Bauer figured he could do much better. He'd spent a day making careful notes about what was on each pallet, in each box. To gauge prices, he purchased tech magazines that advertised new and used equipment. By his calculations, "the stuff was worth at least $120,000." Enter Weird Stuff's founder, Dave McDougall. From the start, Bauer liked
the engineer-turned-liquidator. "He was honest, and a trust was established,"
Bauer says. Even so, he didn't tell McDougall or any of the other liquidators
about Interactive's impending eviction. "You don't want to go out there
with your hand in your pocket and look desperate."
Three short days before the sheriff arrived, Bauer and McDougall struck
a deal. Weird Stuff would do the liquidating, paying a cash advance on
future consignment percentages and taking over Interactive's lease on the
Sunnyvale warehouse, providing Weird Stuff with the extra space needed
to handle this and other large liquidations. Depending on the liquidation
method, the commission structure they agreed on would give Interactive
between 65 percent and 75 percent of any sale, with Weird Stuff getting
between 35 percent and 25 percent.
Dining With the Ants "Lots of people are trying to play liquidator," warns Herb Hershfield
with a flash of his large teeth as he shows me around the retail store
for Herb's Discount Software. "But it's a dangerous game."

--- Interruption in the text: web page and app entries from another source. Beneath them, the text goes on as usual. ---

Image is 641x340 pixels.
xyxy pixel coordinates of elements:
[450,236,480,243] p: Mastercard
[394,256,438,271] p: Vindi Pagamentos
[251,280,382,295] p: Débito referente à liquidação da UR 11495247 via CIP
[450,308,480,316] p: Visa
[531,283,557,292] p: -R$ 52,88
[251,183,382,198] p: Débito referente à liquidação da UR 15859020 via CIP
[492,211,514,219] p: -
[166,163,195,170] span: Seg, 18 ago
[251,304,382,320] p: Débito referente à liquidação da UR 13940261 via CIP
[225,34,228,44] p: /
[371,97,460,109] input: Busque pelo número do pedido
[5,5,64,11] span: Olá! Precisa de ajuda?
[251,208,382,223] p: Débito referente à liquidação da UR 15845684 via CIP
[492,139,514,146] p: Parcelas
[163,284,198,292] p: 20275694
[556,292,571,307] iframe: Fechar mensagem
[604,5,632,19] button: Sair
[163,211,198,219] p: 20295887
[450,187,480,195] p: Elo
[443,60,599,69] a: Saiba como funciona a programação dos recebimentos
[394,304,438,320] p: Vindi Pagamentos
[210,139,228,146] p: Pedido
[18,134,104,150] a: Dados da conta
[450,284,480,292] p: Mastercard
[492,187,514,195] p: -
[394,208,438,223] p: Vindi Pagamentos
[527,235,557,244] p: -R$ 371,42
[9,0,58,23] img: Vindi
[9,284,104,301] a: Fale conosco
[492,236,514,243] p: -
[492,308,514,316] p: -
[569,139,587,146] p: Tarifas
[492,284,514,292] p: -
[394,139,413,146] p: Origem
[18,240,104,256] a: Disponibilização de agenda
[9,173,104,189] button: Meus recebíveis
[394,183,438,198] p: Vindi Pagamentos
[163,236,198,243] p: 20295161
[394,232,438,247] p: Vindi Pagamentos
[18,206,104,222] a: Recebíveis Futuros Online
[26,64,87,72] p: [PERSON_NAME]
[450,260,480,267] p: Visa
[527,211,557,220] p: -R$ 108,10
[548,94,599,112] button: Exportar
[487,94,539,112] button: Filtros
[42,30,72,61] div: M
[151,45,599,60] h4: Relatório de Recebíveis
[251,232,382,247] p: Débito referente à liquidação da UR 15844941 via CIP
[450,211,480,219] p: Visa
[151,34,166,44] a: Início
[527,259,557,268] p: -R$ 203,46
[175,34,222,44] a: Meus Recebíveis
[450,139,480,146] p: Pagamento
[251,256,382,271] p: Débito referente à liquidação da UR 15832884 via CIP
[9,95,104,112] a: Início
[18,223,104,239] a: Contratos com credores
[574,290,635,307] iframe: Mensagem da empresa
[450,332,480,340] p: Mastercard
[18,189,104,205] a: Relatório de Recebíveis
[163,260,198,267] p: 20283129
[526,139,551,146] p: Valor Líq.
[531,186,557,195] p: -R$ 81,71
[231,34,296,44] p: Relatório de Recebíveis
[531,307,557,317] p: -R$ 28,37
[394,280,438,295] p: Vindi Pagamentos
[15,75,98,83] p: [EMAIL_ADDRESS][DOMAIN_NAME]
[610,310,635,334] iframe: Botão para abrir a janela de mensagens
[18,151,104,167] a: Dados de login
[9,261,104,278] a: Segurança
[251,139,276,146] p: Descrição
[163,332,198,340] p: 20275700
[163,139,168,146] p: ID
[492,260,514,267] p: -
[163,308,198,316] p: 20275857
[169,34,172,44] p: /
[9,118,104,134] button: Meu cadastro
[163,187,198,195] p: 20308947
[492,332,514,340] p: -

Hershfield, a former record-industry marketer, has created a prosperous
business feasting off scraps. Everything he buys for his San Jose operation
is new but castoff, unloaded for a variety of reasons including excess
inventory, outdated software versions and businesses in distress. For penny-pinching
customers, the shop is a great place to pick up popular software at a discount,
but don't count on finding a copy of a particular title. Hershfield never
knows what he'll have in stock.
According to Hershfield's business card, you save at Herb's because
"we pay ourselves less, we think 60 watts is bright enough, we married
gals with cheap taste, we run little cheap ads."
Has Hershfield, who often buys pallets of merchandise in boxes without
being able to look at everything inside, ever been burned? He laughs. "Yes,
and I have my methods of correcting it." Such as? "Methods unknown," he
chuckles and leads me to the storeroom, where he picks up a box of something
called PC-Xware for Windows.
When somebody screws Hershfield, he never forgets. Like the time he
got stuck with unsold inventory a distributor had promised to pick up.
When the guy refused, leaving Hershfield with 600 titles in his warehouse,
Hershfield did nothing. Until the guy called with another deal. Hershfield
ordered 600 pieces. A couple of months later, the distributor demanded
payment, and Hershfield refused. So he paid Hershfield a visit. "I [told]
him, 'I'll pay with the merchandise you stiffed me with!'" Hershfield says.
"It's a treacherous business."
Liquidators do have a heart "The really distressed situations are the nasty ones. We feel sorry for those guys," confesses Weird Stuff's Schuetz. In his line of work, Schuetz witnesses some of the Valley's worst abuses--entrepreneurs ripped off by investors or competitors who sue them in court, driving them out of business. "We see those things happen in this Valley, and then suddenly we have to sell their assets." Schuetz no longer asks about the circumstances behind a business's death.
"You get to feeling sorry for them," he concedes, "and that influences
how much you'll pay."
"This is a serial-port extender," Schuetz says as he picks up a heavy
gray metal device with connecting prongs. "But I don't know what board
it's made for. Sometimes, there's only one person who will buy some of
these things." Price: $5. It's a steal for the one geek who knows what
the hell to plug it into.
At Weird Stuff, Silicon Valley's life cycle comes full circle. For every
Valley death, another birth is under way. Schuetz taps a bin filled with
computer innards and says with a smile, "This is a great place for startups."